I have been witness to changing times. And my diminishing importance as well. The asbestos cover above my head, to protect my interiors from the rains is now gone. The road infront is now a four laned one. There is a Hyundai showroom just down the road. Jinkal was here the other day, with his wife. He has just acquired a Blackberry. He was showing it off to Chetanbhai. I say “he was here with his wife” as it was not Jalpa. I know Jalpa far too well to forget her. They would often meet at the shop. I don’t know what transpired between them. Jinkal had left for Bombay just a year after the floods. Even if they had a break up it would have been on a mobile phone. It’s so easy with one, isn’t it? All you have to do is, type, “Get the hell out of my life” on your mobile phone and send it to the other party.
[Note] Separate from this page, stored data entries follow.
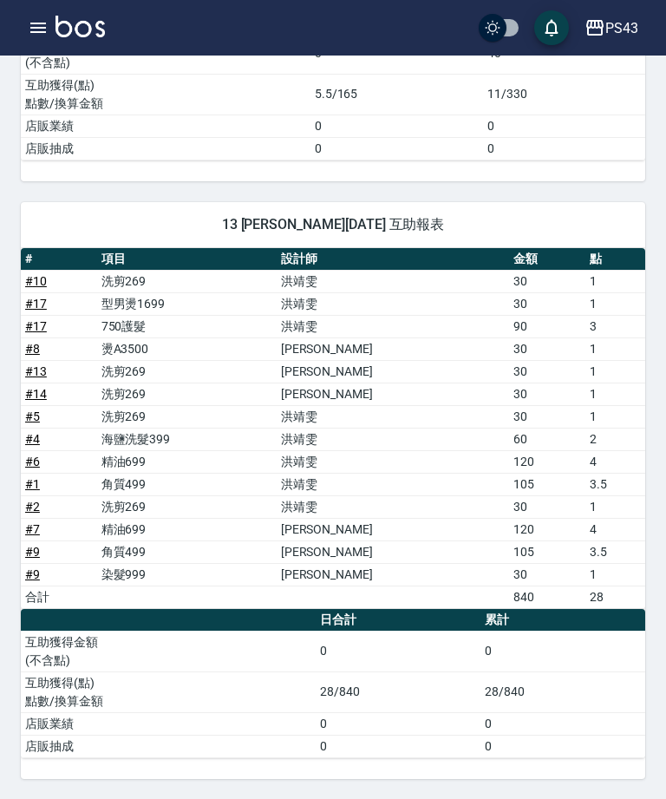 This screenshot has width=666, height=799. What do you see at coordinates (622, 28) in the screenshot?
I see `div: PS43` at bounding box center [622, 28].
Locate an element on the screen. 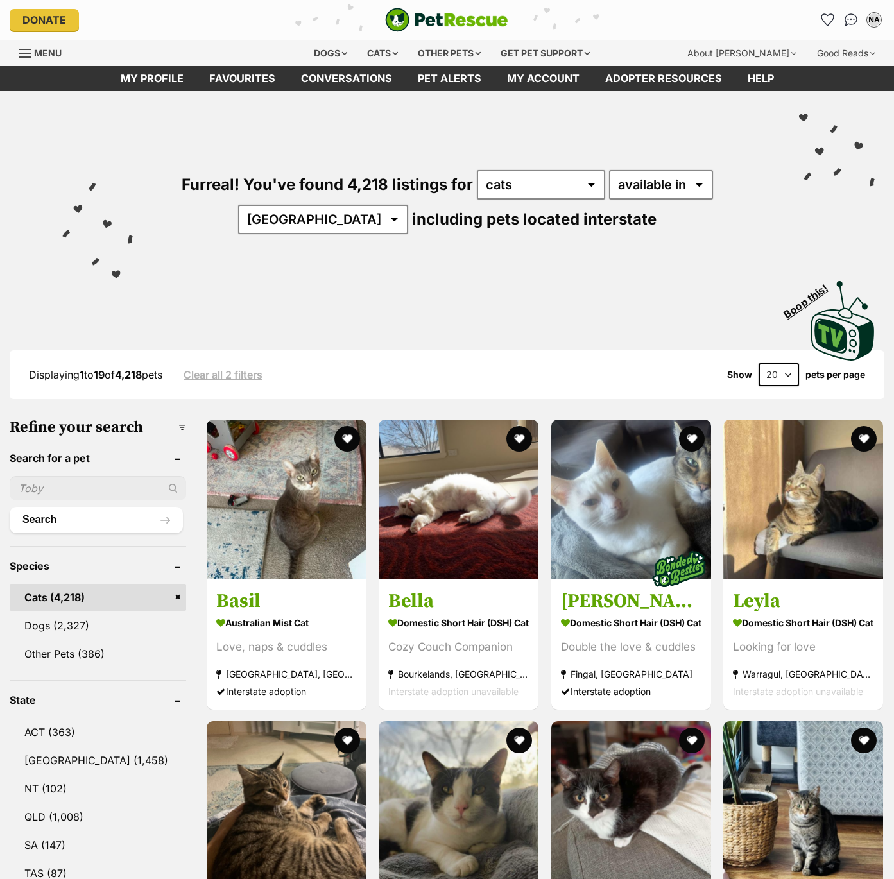 This screenshot has width=894, height=879. a: Boop this! is located at coordinates (842, 316).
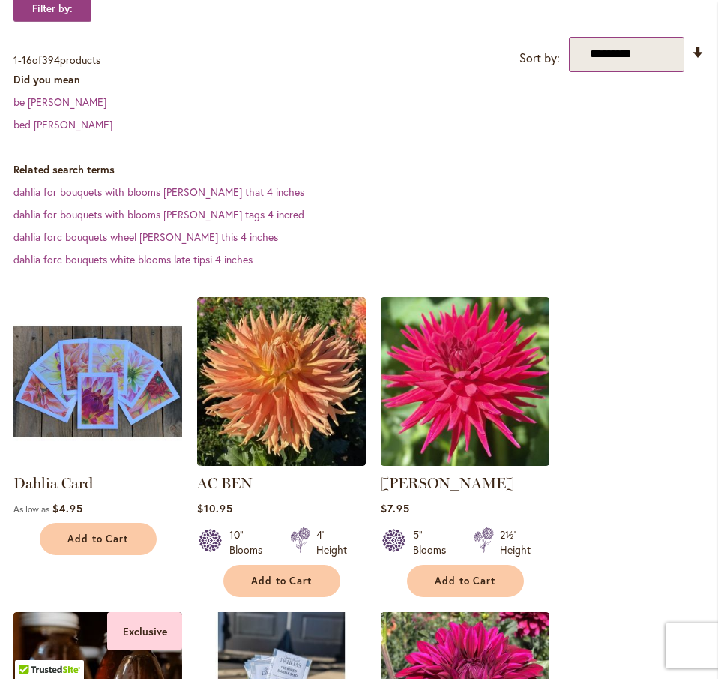 Image resolution: width=718 pixels, height=679 pixels. Describe the element at coordinates (359, 169) in the screenshot. I see `dt: Related search terms` at that location.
What a fucking joke! Maulik is here too. For preparations for his thesis viva, or so I gather from his talks with Chetanbhai. I wonder what America has done to him. He shouts F words at his girlfriend on his mobile phone, that too publicly. Now, tell me is that what is expected? There is something called privacy goddamnit. I don’t know what the last word means, I just heard Maulik shouting it over his mobile phone. Rameshbhai has retired from his job. His daughter has been married off to an NRI engineer in Canada.He too doesnot require me,as, I gather he has got some “ISD plan” on his phone gifted by his daughter, the last time, she was here during Uttarayan. Maganbhai, Jinkal’s father does come here for his Mawa supari, but as I often see him, he is mostly glued to his Nokia 2700. And Jethabhai has got a new i-phone, so that he can read Maulik’s mails even on the move.
And here I am, the doomed STD telephone booth, with a rotten base (The rot started after the floods, there is a brick underneath to prevent me from falling off), peeling paint, laden with empty bottles of cold drinks, waiting to be sold off to the Bhangarwala.